“With being stuck here,” he replied; He had rather a bright gray eye with greenish lights in it, and he looked rational enough. But there was something fundamentally wrong with him.
“What makes you feel that way?” I asked, though for a moment I’d been prompted to inquire if they hadn’t let him out a little too soon.
“Because I wouldn’t have seen you, who should be wearing a crescent moon on your brow, if my good friend Hyacinthe hadn’t mired herself in this mud-hole,” he had the effrontery to tell me.
“Is there anything so remarkably consolatory in that vision?” I asked, deciding that I might as well convince him he wasn’t confronting an untutored she-coolie of the prairie. Whereupon he studied me more pointedly and more impersonally than ever.
“It’s more than consolatory,” he said with an accentuating flourish of the little briar pipe. “It’s quite compensatory.”

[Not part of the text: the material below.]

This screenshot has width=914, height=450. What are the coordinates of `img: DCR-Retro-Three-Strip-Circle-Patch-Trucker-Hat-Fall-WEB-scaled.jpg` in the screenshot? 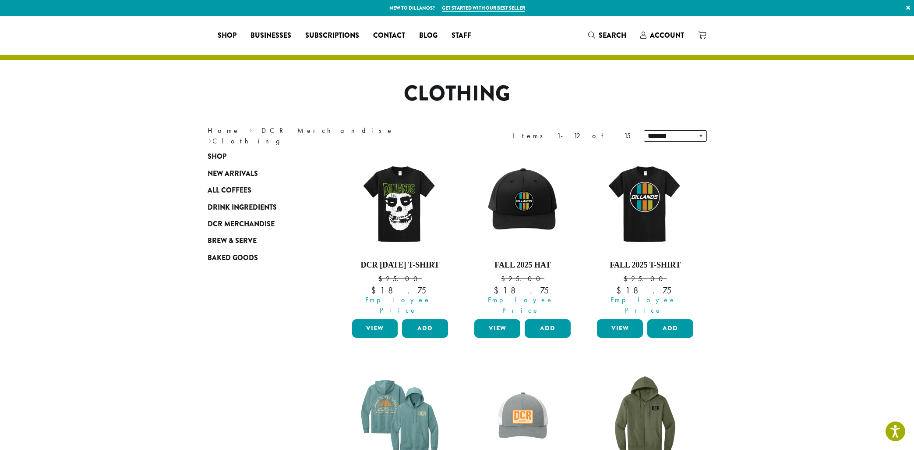 It's located at (523, 203).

It was rather ponderously clever, I suppose; but I was tired of both verbal quibbling and roadside gallantry.
“Do you want to get out of that hole?” I demanded. For it’s a law of the prairie-land, of course, never to side-step a stranger in distress.
“Not if it means an ending to this interview,” he told me.
It was my turn to eye him. But there wasn’t much warmth in the inspection.
“What are you trying to do?” I calmly inquired, for prairie life hadn’t exactly left me a shy and timorous gazelle in the haunts of that stalker known as Man.